After their coach crashes and the driver is killed, five passengers--Imre (Vic Winner), Marlene (Ingrid Garbo), Senta (Rosanna Yanni), Karen (Haydee Politoff), and Elke (Mirta Miller)--find refuge at an isolated sanitarium owned by Dr. Wendell Marlowe (Naschy). It's not long before we learn that Marlowe is really a new incarnation of Dracula, who can assume the form of whomever his spirit is possessing. While Dracula and an undead handyman put the bite on the guests, Dracula's goal is reviving his dead daughter with the blood of a virgin. However, he seems to be working at cross purposes when he seduces Senta, but soon realizes he loves the pure Karen, which makes Dracula question his entire existence. Atmospheric, stylish, creepy, and erotic (save for a shot of Naschy's hairy, thrusting ass), it's easy to write off COUNT DRACULA'S GREAT LOVE as trashy exploitation, which is probably how it played in its shortened US grindhouse version, accompanied by a poster featuring the tag line "She's the kind of girl you can sink your teeth into." But there's a legitimately artistic fever dream at work here, with haunting imagery and a disorienting, trance-like feel that brings to mind the best of Jean Rollin or Jess Franco in VIRGIN AMONG THE LIVING DEAD mode, when he could keep the camera in focus and not fixate on constant unkempt crotch zooms. The appearances of Dracula's vampirized victims, sporting the creepiest contact lenses you'll ever see, are chilling in a way that prefigures the terrifying appearance of an undead Ralphie Glick at the window in SALEM'S LOT. Even the scenes where Dracula speaks--via a reverberating voice over, with his mouth never actually opening--are unnerving when they really shouldn't be anything but cheesy.







After being hacked down to 72 minutes for its 1974 US release, followed by years of public domain DVD editions and a Shout Factory edition of its inferior image quality "Elvira's Movie Macabre" TV airing (complete with the standard Elvira cut-ins), COUNT DRACULA'S GREAT LOVE has finally been given a proper presentation courtesy of Vinegar Syndrome's recent Blu-ray release. Running 83 minutes, it looks better than ever and contains a Naschy commentary intended for a shelved BCI/Eclipse DVD release from a decade ago.

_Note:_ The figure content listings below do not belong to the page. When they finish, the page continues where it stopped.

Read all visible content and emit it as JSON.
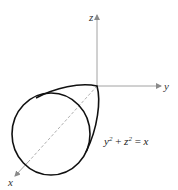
{
  "figure": {
    "axes": {
      "x_label": "x",
      "y_label": "y",
      "z_label": "z"
    },
    "equation": {
      "lhs_term1_base": "y",
      "lhs_term1_exp": "2",
      "plus": " + ",
      "lhs_term2_base": "z",
      "lhs_term2_exp": "2",
      "equals": " = ",
      "rhs": "x"
    },
    "surface": "paraboloid",
    "colors": {
      "curve": "#111111",
      "axis": "#8a8a8a",
      "text": "#333333"
    }
  }
}
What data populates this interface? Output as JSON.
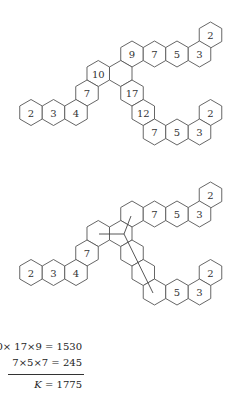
{
  "colors": {
    "background": "#ffffff",
    "hex_stroke": "#555555",
    "text": "#333333",
    "line": "#444444"
  },
  "hex_radius": 13,
  "diagrams": [
    {
      "name": "labeled-tree",
      "offset_y": 0,
      "hexes": [
        {
          "cx": 210.5,
          "cy": 35,
          "label": "2"
        },
        {
          "cx": 132,
          "cy": 54,
          "label": "9"
        },
        {
          "cx": 154.5,
          "cy": 54,
          "label": "7"
        },
        {
          "cx": 177,
          "cy": 54,
          "label": "5"
        },
        {
          "cx": 199.5,
          "cy": 54,
          "label": "3"
        },
        {
          "cx": 98.25,
          "cy": 73.5,
          "label": "10"
        },
        {
          "cx": 120.75,
          "cy": 73.5,
          "label": ""
        },
        {
          "cx": 87,
          "cy": 93,
          "label": "7"
        },
        {
          "cx": 132,
          "cy": 93,
          "label": "17"
        },
        {
          "cx": 31,
          "cy": 112.5,
          "label": "2"
        },
        {
          "cx": 53.5,
          "cy": 112.5,
          "label": "3"
        },
        {
          "cx": 76,
          "cy": 112.5,
          "label": "4"
        },
        {
          "cx": 143.25,
          "cy": 112.5,
          "label": "12"
        },
        {
          "cx": 210.5,
          "cy": 112.5,
          "label": "2"
        },
        {
          "cx": 154.5,
          "cy": 132,
          "label": "7"
        },
        {
          "cx": 177,
          "cy": 132,
          "label": "5"
        },
        {
          "cx": 199.5,
          "cy": 132,
          "label": "3"
        }
      ],
      "lines": []
    },
    {
      "name": "cut-tree",
      "offset_y": 160,
      "hexes": [
        {
          "cx": 210.5,
          "cy": 35,
          "label": "2"
        },
        {
          "cx": 132,
          "cy": 54,
          "label": ""
        },
        {
          "cx": 154.5,
          "cy": 54,
          "label": "7"
        },
        {
          "cx": 177,
          "cy": 54,
          "label": "5"
        },
        {
          "cx": 199.5,
          "cy": 54,
          "label": "3"
        },
        {
          "cx": 98.25,
          "cy": 73.5,
          "label": ""
        },
        {
          "cx": 120.75,
          "cy": 73.5,
          "label": ""
        },
        {
          "cx": 87,
          "cy": 93,
          "label": "7"
        },
        {
          "cx": 132,
          "cy": 93,
          "label": ""
        },
        {
          "cx": 31,
          "cy": 112.5,
          "label": "2"
        },
        {
          "cx": 53.5,
          "cy": 112.5,
          "label": "3"
        },
        {
          "cx": 76,
          "cy": 112.5,
          "label": "4"
        },
        {
          "cx": 143.25,
          "cy": 112.5,
          "label": ""
        },
        {
          "cx": 210.5,
          "cy": 112.5,
          "label": "2"
        },
        {
          "cx": 154.5,
          "cy": 132,
          "label": ""
        },
        {
          "cx": 177,
          "cy": 132,
          "label": "5"
        },
        {
          "cx": 199.5,
          "cy": 132,
          "label": "3"
        }
      ],
      "lines": [
        {
          "x1": 99,
          "y1": 74,
          "x2": 124,
          "y2": 74
        },
        {
          "x1": 124,
          "y1": 74,
          "x2": 131,
          "y2": 56
        },
        {
          "x1": 124,
          "y1": 74,
          "x2": 153,
          "y2": 133
        }
      ]
    }
  ],
  "equations": {
    "line1": "10× 17×9 = 1530",
    "line2": "7×5×7 = 245",
    "result_var": "K",
    "result_rest": " = 1775"
  }
}
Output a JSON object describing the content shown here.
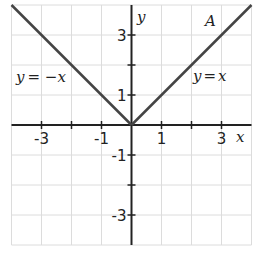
{
  "chart_data": {
    "type": "line",
    "title": "",
    "xlabel": "x",
    "ylabel": "y",
    "xlim": [
      -4,
      4
    ],
    "ylim": [
      -4,
      4
    ],
    "grid": true,
    "xticks": [
      -3,
      -2,
      -1,
      0,
      1,
      2,
      3
    ],
    "yticks": [
      -3,
      -2,
      -1,
      0,
      1,
      2,
      3
    ],
    "xtick_labels": [
      {
        "value": -3,
        "text": "-3"
      },
      {
        "value": -1,
        "text": "-1"
      },
      {
        "value": 1,
        "text": "1"
      },
      {
        "value": 3,
        "text": "3"
      }
    ],
    "ytick_labels": [
      {
        "value": 3,
        "text": "3"
      },
      {
        "value": 1,
        "text": "1"
      },
      {
        "value": -1,
        "text": "-1"
      },
      {
        "value": -3,
        "text": "-3"
      }
    ],
    "series": [
      {
        "name": "y = −x",
        "domain": "x ≤ 0",
        "x": [
          -4,
          0
        ],
        "y": [
          4,
          0
        ]
      },
      {
        "name": "y = x",
        "domain": "x ≥ 0",
        "x": [
          0,
          4
        ],
        "y": [
          0,
          4
        ]
      }
    ],
    "annotations": [
      {
        "text": "A",
        "x": 2.65,
        "y": 3.35
      },
      {
        "text": "y = −x",
        "x": -3.2,
        "y": 1.55
      },
      {
        "text": "y = x",
        "x": 2.55,
        "y": 1.55
      }
    ]
  },
  "labels": {
    "x_axis": "x",
    "y_axis": "y",
    "curve_name": "A",
    "left_eq_lhs": "y",
    "left_eq_rhs": "= −",
    "left_eq_var": "x",
    "right_eq_lhs": "y",
    "right_eq_rhs": "=",
    "right_eq_var": "x"
  },
  "colors": {
    "grid": "#dcdcdc",
    "axis": "#222222",
    "curve": "#444444"
  }
}
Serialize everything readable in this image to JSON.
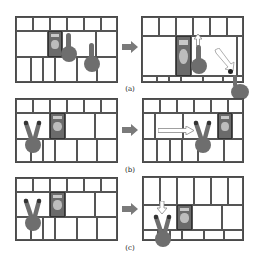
{
  "figure": {
    "panels": [
      {
        "id": "a",
        "caption": "(a)",
        "description": "Two-finger gesture: one finger holds the item, another drags toward the corner to scroll/resize the grid",
        "before": {
          "gesture": "one-finger-hold-plus-second-finger"
        },
        "after": {
          "gesture": "hold-and-drag-to-corner",
          "indicators": [
            "up-arrow",
            "diagonal-arrow",
            "corner-dot"
          ]
        }
      },
      {
        "id": "b",
        "caption": "(b)",
        "description": "Two-finger drag moves the item horizontally to the right",
        "before": {
          "gesture": "two-finger-touch"
        },
        "after": {
          "gesture": "two-finger-drag-right",
          "indicators": [
            "right-arrow"
          ]
        }
      },
      {
        "id": "c",
        "caption": "(c)",
        "description": "Two-finger drag downward moves the row/item down",
        "before": {
          "gesture": "two-finger-touch"
        },
        "after": {
          "gesture": "two-finger-drag-down",
          "indicators": [
            "down-arrow"
          ]
        }
      }
    ],
    "transition_arrow": "right-arrow",
    "colors": {
      "grid_line": "#4a4a4a",
      "hand": "#6e6e6e",
      "arrow": "#7a7a7a",
      "poster": "#6b6b6b",
      "background": "#ffffff"
    }
  }
}
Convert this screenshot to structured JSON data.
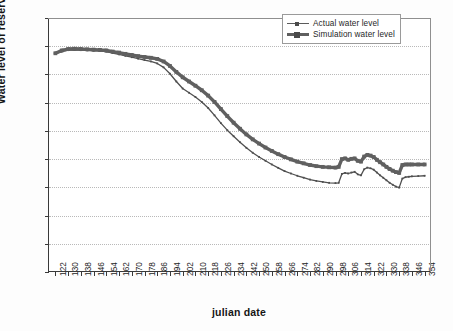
{
  "chart_data": {
    "type": "line",
    "title": "",
    "xlabel": "julian date",
    "ylabel": "Water level of reservial (m)",
    "xlim": [
      118,
      358
    ],
    "ylim": [
      192,
      210
    ],
    "ytick_step": 2,
    "xtick_step": 8,
    "grid": "horizontal-dotted",
    "legend_position": "top-right",
    "yticks": [
      192,
      194,
      196,
      198,
      200,
      202,
      204,
      206,
      208,
      210
    ],
    "xticks": [
      122,
      130,
      138,
      146,
      154,
      162,
      170,
      178,
      186,
      194,
      202,
      210,
      218,
      226,
      234,
      242,
      250,
      258,
      266,
      274,
      282,
      290,
      298,
      306,
      314,
      322,
      330,
      338,
      346,
      354
    ],
    "series": [
      {
        "name": "Actual water level",
        "color": "#4f4f4f",
        "style": "thin-line-small-marker",
        "x": [
          122,
          126,
          130,
          134,
          138,
          142,
          146,
          150,
          154,
          158,
          162,
          166,
          170,
          174,
          178,
          182,
          186,
          190,
          194,
          198,
          202,
          206,
          210,
          214,
          218,
          222,
          226,
          230,
          234,
          238,
          242,
          246,
          250,
          254,
          258,
          262,
          266,
          270,
          274,
          278,
          282,
          286,
          290,
          294,
          298,
          300,
          302,
          304,
          306,
          308,
          310,
          312,
          314,
          316,
          318,
          320,
          322,
          324,
          326,
          328,
          330,
          332,
          334,
          336,
          338,
          340,
          342,
          344,
          346,
          350,
          354
        ],
        "y": [
          207.45,
          207.62,
          207.72,
          207.74,
          207.72,
          207.7,
          207.68,
          207.66,
          207.62,
          207.52,
          207.42,
          207.32,
          207.22,
          207.12,
          207.02,
          206.92,
          206.78,
          206.5,
          206.05,
          205.5,
          205.0,
          204.7,
          204.4,
          204.05,
          203.62,
          203.1,
          202.55,
          202.05,
          201.62,
          201.2,
          200.8,
          200.45,
          200.15,
          199.88,
          199.62,
          199.38,
          199.15,
          198.98,
          198.82,
          198.68,
          198.55,
          198.45,
          198.38,
          198.32,
          198.3,
          198.32,
          198.95,
          199.02,
          198.98,
          199.05,
          199.1,
          198.92,
          198.85,
          199.28,
          199.4,
          199.35,
          199.25,
          199.05,
          198.85,
          198.68,
          198.5,
          198.32,
          198.18,
          198.05,
          197.98,
          198.62,
          198.72,
          198.75,
          198.78,
          198.8,
          198.82
        ]
      },
      {
        "name": "Simulation water level",
        "color": "#606060",
        "style": "thick-line-square-marker",
        "x": [
          122,
          126,
          130,
          134,
          138,
          142,
          146,
          150,
          154,
          158,
          162,
          166,
          170,
          174,
          178,
          182,
          186,
          190,
          194,
          198,
          202,
          206,
          210,
          214,
          218,
          222,
          226,
          230,
          234,
          238,
          242,
          246,
          250,
          254,
          258,
          262,
          266,
          270,
          274,
          278,
          282,
          286,
          290,
          294,
          298,
          300,
          302,
          304,
          306,
          308,
          310,
          312,
          314,
          316,
          318,
          320,
          322,
          324,
          326,
          328,
          330,
          332,
          334,
          336,
          338,
          340,
          342,
          344,
          346,
          350,
          354
        ],
        "y": [
          207.5,
          207.7,
          207.8,
          207.82,
          207.8,
          207.78,
          207.76,
          207.74,
          207.7,
          207.62,
          207.55,
          207.46,
          207.38,
          207.3,
          207.24,
          207.18,
          207.1,
          206.92,
          206.6,
          206.18,
          205.8,
          205.5,
          205.2,
          204.88,
          204.5,
          204.05,
          203.55,
          203.05,
          202.58,
          202.15,
          201.75,
          201.4,
          201.1,
          200.82,
          200.58,
          200.35,
          200.15,
          199.98,
          199.82,
          199.7,
          199.58,
          199.5,
          199.45,
          199.42,
          199.4,
          199.45,
          200.0,
          200.05,
          199.95,
          200.02,
          200.05,
          199.88,
          199.82,
          200.18,
          200.3,
          200.25,
          200.15,
          199.95,
          199.78,
          199.62,
          199.45,
          199.3,
          199.18,
          199.08,
          199.02,
          199.58,
          199.62,
          199.62,
          199.62,
          199.62,
          199.62
        ]
      }
    ]
  },
  "legend": {
    "items": [
      {
        "label": "Actual water level"
      },
      {
        "label": "Simulation water level"
      }
    ]
  }
}
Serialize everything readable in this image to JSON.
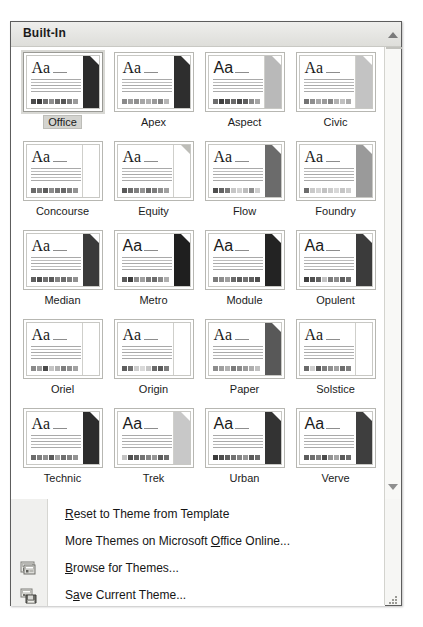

It's a surreal, melancholy work that's easy to lump in with other erotic and gory takes on classic horror that were popular at the time (Hammer's THE VAMPIRE LOVERS, Harry Kumel's DAUGHTERS OF DARKNESS, the Roger Corman-produced THE VELVET VAMPIRE, the Italian LADY FRANKENSTEIN, and the Andy Warhol productions FLESH FOR FRANKENSTEIN and BLOOD FOR DRACULA), and was never handled well by any distributor, including a 1979 drive-in re-release by the mob-connected Motion Picture Marketing as CEMETERY GIRLS ("Crazed women desperate for satisfaction"). However, COUNT DRACULA'S GREAT LOVE finally gets the respect it deserves from Vinegar Syndrome. It's a surreal experience (starting with the insane repeated stairway roll in the opening credits), melancholy and mournful in tone, that really stands on its own and remains one of the strangest and most unusual Dracula films of its time.